Correction: This story has been updated to correctly reflect the games for which Gordon McGladdery hired John Robert Matz to compose.

No one had ever commissioned Babbitt to write music, and he’d never collaborated with people who didn’t make music themselves. “I had no idea what I was getting into,” he says. “It was like, ‘Why wouldn’t I want to write a couple pieces of music for this thing and get paid a bit of money? That sounds cool.’”

I first heard of Kentucky Route Zero because of Babbitt’s music. In 2014, I found his score for Act III while doing one of my regular Bandcamp searches for music tagged “Chicago.” (Babbitt lives in Los Angeles now, and Elliott is in Elizabethtown, Kentucky, but Kemenczy—the only other employee of Cardboard Computer—remains based here.) I was smitten with the song “Too Late to Love You,” whose whale-call vocals undulate atop chintzy lounge-music claves and thin, crystalline synths. Babbitt is singing, but he’s processed his voice to sound feminine, alien, and a little robotic—the song is credited to a game character named Junebug.

Yetee Records has released more than 50 records and cassettes, including a seven-inch of music from Octodad sequel Dadliest Catch, a 12-inch of the score from 80s Konami arcade classic Gradius, and the soundtrack for TumbleSeed, a two-dimensional game in which a tottering seedling ascends a mountain pockmarked with holes and traps.

In 2007, Heinrich started making rudimentary compositions with free multitrack music software—especially one developed by Russian composer Shiru8bit, which emulated the sound of the Sega Genesis. It reminded Heinrich of the Yamaha YM2151 sound chip, which he particularly liked—it was used in many 80s arcade games, and Heinrich’s “ec2151” alias is in part a reference to it.

Chiptune pays tribute to the sounds of outmoded video games, whose technological limitations severely restricted their music but also forced a lot of make-do ingenuity. By the late 90s, when John Robert Matz was old enough to start taking inspiration from games, those limitations were long gone; Lennie Moore’s music for the 1999 intergalactic adventure Outcast involved a choir and the Moscow Symphony Orchestra.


* _WORK REQUIRED_
Print each line from the start of the records below up through the line where "Image resolution: width=634" is found, exactly as given.

──────── GIVEN RECORDS ────────

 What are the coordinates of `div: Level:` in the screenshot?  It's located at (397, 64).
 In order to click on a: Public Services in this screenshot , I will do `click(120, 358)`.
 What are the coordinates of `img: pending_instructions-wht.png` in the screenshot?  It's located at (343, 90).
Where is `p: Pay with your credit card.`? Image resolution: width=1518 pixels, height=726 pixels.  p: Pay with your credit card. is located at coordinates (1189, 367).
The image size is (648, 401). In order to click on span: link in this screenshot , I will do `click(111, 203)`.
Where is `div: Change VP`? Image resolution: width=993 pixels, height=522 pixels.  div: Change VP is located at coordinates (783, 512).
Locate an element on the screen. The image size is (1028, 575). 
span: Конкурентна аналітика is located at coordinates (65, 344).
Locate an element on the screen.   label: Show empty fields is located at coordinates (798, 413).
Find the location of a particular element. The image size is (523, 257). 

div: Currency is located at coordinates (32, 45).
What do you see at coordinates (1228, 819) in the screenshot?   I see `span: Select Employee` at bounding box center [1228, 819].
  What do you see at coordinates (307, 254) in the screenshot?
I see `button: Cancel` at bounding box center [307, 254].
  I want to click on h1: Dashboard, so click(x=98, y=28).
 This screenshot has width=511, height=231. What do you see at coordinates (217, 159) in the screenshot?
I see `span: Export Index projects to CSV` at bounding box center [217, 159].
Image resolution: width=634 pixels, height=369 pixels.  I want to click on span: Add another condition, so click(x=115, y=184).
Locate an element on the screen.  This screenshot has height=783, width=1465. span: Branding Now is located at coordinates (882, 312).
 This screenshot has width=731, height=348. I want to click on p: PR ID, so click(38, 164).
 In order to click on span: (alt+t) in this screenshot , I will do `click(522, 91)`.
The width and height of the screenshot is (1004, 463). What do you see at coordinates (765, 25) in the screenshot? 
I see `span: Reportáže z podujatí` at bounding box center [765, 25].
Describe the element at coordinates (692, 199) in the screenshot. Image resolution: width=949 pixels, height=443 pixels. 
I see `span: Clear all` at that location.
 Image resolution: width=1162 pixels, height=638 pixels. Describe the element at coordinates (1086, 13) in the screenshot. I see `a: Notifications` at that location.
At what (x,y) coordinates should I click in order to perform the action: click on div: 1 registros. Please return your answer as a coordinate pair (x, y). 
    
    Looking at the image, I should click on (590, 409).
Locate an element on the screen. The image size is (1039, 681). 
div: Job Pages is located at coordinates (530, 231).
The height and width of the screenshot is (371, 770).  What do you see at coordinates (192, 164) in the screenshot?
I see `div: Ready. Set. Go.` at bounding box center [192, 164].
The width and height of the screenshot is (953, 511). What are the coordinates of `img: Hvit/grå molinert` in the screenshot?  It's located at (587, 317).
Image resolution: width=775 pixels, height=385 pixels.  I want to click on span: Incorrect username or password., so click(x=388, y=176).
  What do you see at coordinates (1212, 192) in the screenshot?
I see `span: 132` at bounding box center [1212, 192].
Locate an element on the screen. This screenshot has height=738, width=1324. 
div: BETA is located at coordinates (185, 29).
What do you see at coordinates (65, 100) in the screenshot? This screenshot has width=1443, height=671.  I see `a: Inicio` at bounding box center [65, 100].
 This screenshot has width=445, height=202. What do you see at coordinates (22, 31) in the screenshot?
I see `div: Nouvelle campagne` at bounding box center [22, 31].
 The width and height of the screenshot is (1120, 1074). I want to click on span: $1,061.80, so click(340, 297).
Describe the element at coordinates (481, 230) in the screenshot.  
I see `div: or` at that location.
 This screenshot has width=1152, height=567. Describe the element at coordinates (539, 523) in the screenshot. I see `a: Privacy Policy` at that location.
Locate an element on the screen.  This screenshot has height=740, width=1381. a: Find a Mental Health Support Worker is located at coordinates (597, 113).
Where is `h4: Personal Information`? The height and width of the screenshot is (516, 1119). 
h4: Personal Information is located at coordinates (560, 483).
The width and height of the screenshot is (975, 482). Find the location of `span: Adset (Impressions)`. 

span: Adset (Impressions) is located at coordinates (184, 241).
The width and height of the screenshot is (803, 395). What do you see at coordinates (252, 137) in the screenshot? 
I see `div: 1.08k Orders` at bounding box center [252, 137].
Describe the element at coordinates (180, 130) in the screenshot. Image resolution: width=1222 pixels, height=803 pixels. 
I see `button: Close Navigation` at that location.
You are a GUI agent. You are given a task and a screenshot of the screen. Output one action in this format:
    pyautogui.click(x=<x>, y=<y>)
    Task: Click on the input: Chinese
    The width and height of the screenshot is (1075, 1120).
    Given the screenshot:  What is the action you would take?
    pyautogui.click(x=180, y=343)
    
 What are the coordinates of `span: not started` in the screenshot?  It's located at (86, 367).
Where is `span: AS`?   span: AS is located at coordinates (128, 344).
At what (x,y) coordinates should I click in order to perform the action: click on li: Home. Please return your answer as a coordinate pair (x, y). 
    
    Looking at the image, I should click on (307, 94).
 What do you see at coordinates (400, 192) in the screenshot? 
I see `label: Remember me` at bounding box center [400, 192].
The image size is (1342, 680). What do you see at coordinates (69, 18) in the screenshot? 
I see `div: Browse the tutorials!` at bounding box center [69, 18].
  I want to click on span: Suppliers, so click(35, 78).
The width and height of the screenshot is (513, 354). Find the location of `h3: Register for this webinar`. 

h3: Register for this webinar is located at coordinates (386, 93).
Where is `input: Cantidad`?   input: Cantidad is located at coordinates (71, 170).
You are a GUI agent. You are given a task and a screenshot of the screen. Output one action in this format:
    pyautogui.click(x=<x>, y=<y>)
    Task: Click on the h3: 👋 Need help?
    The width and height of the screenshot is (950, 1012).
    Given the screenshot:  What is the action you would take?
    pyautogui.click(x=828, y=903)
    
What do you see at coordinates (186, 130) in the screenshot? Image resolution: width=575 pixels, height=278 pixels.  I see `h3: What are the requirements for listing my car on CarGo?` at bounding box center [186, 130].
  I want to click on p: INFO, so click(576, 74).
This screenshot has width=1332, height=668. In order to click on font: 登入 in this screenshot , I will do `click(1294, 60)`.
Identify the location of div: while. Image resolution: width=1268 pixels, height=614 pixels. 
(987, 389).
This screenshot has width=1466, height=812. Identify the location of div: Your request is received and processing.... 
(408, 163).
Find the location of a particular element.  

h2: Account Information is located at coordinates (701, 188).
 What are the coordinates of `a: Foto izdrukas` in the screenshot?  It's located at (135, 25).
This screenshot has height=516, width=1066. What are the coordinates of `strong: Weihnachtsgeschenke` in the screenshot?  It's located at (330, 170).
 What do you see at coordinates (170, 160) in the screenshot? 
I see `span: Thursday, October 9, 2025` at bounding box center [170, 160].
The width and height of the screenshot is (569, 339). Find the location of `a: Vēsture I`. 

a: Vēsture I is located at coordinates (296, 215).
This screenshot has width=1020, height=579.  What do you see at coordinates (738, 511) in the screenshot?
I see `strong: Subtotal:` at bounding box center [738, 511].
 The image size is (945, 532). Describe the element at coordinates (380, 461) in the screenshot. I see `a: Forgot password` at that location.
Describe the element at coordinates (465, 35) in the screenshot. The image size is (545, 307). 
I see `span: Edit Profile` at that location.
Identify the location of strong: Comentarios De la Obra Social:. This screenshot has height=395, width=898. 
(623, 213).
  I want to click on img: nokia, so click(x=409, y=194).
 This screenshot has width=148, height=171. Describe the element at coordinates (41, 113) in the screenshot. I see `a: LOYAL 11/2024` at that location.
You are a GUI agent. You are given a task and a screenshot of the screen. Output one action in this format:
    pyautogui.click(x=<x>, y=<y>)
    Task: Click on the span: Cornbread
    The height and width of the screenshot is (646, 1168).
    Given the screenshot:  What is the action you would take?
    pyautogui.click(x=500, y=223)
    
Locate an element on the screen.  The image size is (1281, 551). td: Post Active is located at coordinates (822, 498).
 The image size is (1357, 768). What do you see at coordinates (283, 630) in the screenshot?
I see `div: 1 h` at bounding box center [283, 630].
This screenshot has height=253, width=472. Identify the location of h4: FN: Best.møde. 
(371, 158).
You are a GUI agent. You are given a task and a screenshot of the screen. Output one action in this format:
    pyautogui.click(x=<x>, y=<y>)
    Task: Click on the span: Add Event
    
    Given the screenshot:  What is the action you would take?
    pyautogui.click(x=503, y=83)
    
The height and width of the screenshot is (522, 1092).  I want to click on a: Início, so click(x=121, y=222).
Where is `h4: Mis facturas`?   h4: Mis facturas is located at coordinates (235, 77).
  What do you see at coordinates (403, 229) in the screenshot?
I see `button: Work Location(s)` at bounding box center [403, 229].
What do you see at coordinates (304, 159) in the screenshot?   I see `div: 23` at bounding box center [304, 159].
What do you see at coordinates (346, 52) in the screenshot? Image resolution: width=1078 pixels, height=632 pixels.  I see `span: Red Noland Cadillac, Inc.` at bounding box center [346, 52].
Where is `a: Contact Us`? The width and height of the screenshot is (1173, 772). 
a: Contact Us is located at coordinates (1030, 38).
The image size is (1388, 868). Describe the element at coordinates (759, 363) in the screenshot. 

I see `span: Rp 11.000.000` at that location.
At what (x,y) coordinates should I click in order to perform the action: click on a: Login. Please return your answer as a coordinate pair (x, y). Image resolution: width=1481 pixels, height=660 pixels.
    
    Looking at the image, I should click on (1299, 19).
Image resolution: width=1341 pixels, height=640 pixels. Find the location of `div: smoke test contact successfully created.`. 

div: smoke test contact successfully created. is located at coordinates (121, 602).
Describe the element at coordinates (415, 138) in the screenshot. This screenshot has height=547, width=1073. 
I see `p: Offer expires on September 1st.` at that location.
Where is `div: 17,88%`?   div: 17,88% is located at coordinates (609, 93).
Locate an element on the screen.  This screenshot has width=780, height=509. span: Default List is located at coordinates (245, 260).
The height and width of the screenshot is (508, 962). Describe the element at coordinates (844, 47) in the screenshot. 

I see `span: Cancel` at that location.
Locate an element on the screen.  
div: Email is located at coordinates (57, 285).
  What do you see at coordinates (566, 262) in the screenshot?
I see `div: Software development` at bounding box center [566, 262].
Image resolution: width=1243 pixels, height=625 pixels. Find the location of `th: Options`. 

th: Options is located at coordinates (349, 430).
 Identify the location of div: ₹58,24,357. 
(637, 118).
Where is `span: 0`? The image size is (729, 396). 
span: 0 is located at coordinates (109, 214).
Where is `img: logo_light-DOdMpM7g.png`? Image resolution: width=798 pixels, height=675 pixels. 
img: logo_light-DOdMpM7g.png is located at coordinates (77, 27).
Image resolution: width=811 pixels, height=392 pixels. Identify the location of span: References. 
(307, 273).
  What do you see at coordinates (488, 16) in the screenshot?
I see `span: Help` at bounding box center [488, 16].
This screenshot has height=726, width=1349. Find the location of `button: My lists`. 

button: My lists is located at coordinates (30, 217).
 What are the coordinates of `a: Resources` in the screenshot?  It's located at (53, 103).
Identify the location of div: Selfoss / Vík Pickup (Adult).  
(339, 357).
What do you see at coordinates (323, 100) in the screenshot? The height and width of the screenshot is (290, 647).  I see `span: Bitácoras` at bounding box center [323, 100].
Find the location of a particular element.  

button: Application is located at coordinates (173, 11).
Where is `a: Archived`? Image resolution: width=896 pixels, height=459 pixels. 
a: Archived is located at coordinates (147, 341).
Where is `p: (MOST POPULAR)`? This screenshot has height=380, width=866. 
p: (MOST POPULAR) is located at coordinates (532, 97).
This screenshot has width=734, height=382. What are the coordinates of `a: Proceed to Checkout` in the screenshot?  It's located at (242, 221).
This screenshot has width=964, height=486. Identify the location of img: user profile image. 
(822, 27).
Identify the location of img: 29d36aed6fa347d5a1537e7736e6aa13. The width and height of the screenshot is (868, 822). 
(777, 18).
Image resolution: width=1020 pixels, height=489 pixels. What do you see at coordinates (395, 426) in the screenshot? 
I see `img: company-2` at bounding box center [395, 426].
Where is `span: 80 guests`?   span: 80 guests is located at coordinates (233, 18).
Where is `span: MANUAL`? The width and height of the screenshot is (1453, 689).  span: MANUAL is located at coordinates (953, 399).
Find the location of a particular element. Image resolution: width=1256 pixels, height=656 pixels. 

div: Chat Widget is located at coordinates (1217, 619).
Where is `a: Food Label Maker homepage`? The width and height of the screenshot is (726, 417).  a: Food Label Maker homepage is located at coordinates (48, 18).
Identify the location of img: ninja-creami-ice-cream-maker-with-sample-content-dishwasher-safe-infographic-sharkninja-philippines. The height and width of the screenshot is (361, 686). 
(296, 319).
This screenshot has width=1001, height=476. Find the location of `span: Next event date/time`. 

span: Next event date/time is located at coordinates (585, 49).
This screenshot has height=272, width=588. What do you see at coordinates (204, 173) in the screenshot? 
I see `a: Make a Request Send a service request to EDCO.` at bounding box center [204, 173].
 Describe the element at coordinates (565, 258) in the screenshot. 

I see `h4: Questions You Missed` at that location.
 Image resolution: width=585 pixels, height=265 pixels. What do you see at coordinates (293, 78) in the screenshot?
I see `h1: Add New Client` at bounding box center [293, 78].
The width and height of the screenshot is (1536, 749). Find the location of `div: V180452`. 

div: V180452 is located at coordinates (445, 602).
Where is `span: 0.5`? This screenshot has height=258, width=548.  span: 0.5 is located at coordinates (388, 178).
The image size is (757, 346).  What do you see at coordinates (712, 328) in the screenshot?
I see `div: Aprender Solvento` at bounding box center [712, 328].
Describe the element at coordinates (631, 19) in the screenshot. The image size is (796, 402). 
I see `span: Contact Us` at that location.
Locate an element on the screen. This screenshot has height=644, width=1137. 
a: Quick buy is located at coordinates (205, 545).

────────

* _PROBLEM SOLUTION_
 What are the coordinates of `div: Level:` in the screenshot?  It's located at (397, 64).
 In order to click on a: Public Services in this screenshot , I will do `click(120, 358)`.
 What are the coordinates of `img: pending_instructions-wht.png` in the screenshot?  It's located at (343, 90).
Where is `p: Pay with your credit card.`? Image resolution: width=1518 pixels, height=726 pixels.  p: Pay with your credit card. is located at coordinates (1189, 367).
The image size is (648, 401). In order to click on span: link in this screenshot , I will do `click(111, 203)`.
Where is `div: Change VP`? Image resolution: width=993 pixels, height=522 pixels.  div: Change VP is located at coordinates (783, 512).
Locate an element on the screen. The image size is (1028, 575). 
span: Конкурентна аналітика is located at coordinates (65, 344).
Locate an element on the screen.   label: Show empty fields is located at coordinates (798, 413).
Find the location of a particular element. The image size is (523, 257). 

div: Currency is located at coordinates (32, 45).
What do you see at coordinates (1228, 819) in the screenshot?   I see `span: Select Employee` at bounding box center [1228, 819].
  What do you see at coordinates (307, 254) in the screenshot?
I see `button: Cancel` at bounding box center [307, 254].
  I want to click on h1: Dashboard, so click(x=98, y=28).
 This screenshot has width=511, height=231. What do you see at coordinates (217, 159) in the screenshot?
I see `span: Export Index projects to CSV` at bounding box center [217, 159].
Image resolution: width=634 pixels, height=369 pixels.  I want to click on span: Add another condition, so click(x=115, y=184).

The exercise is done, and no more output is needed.